March 07, 2010|By Adam Tschorn, Los Angeles Times
When Lewis Carroll popped Alice down the rabbit hole in 1865, he had no way of knowing that the girl in the pinafore dress — along with the creatures that populate "Alice's Adventures in Wonderland" and its 1872 sequel "Through the Looking-Glass and What Alice Found There" — would become a permanent fixture on our pop culture landscape.
Alice (Mia Wasikowska) joins the Mad Hatter (Johnny Depp) and the White Queen (Anne Hathaway) in director Tim Burton's Alice in Wonderland. (Walt Disney Pictures)
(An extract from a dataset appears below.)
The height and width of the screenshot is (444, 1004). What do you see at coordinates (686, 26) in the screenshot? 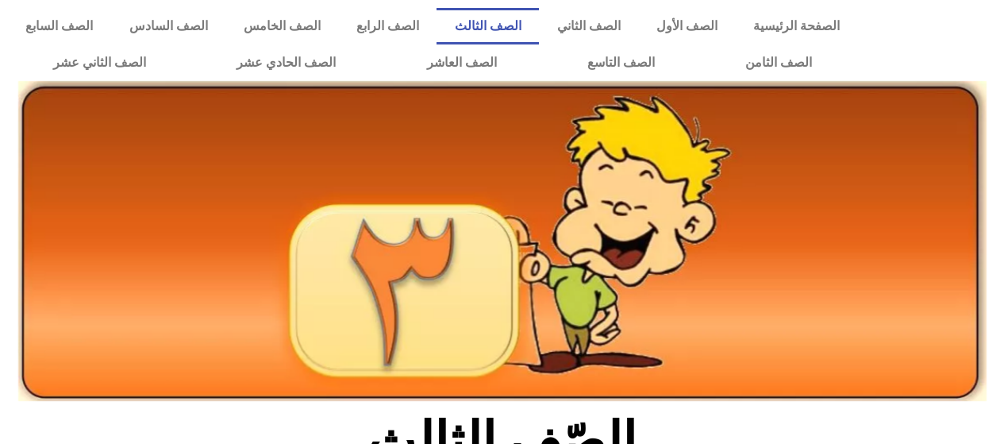
I see `a: الصف الأول` at bounding box center [686, 26].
The phenomenon encompasses more than the 100-plus versions of the book – the most recent of which, published last month, pairs Carroll's text with illustrations by Camille Rose Garcia and recently hit the Los Angeles Times and New York Times bestseller lists. It's something beyond the more than two dozen feature film incarnations, ranging from a star-studded 1933 version — in which Cary Grant played the Mock Turtle, W.C. Fields was Humpty Dumpty and Gary Cooper, the White Knight — to the Tim Burton take that opened Friday. And it's greater than the nearly dozen TV versions (the most recent a Syfy miniseries that included Kathy Bates as the evil Queen of Hearts who happens to run an emotion-emptying casino and Harry Dean Stanton as a shadowy operative code-named "the Caterpillar").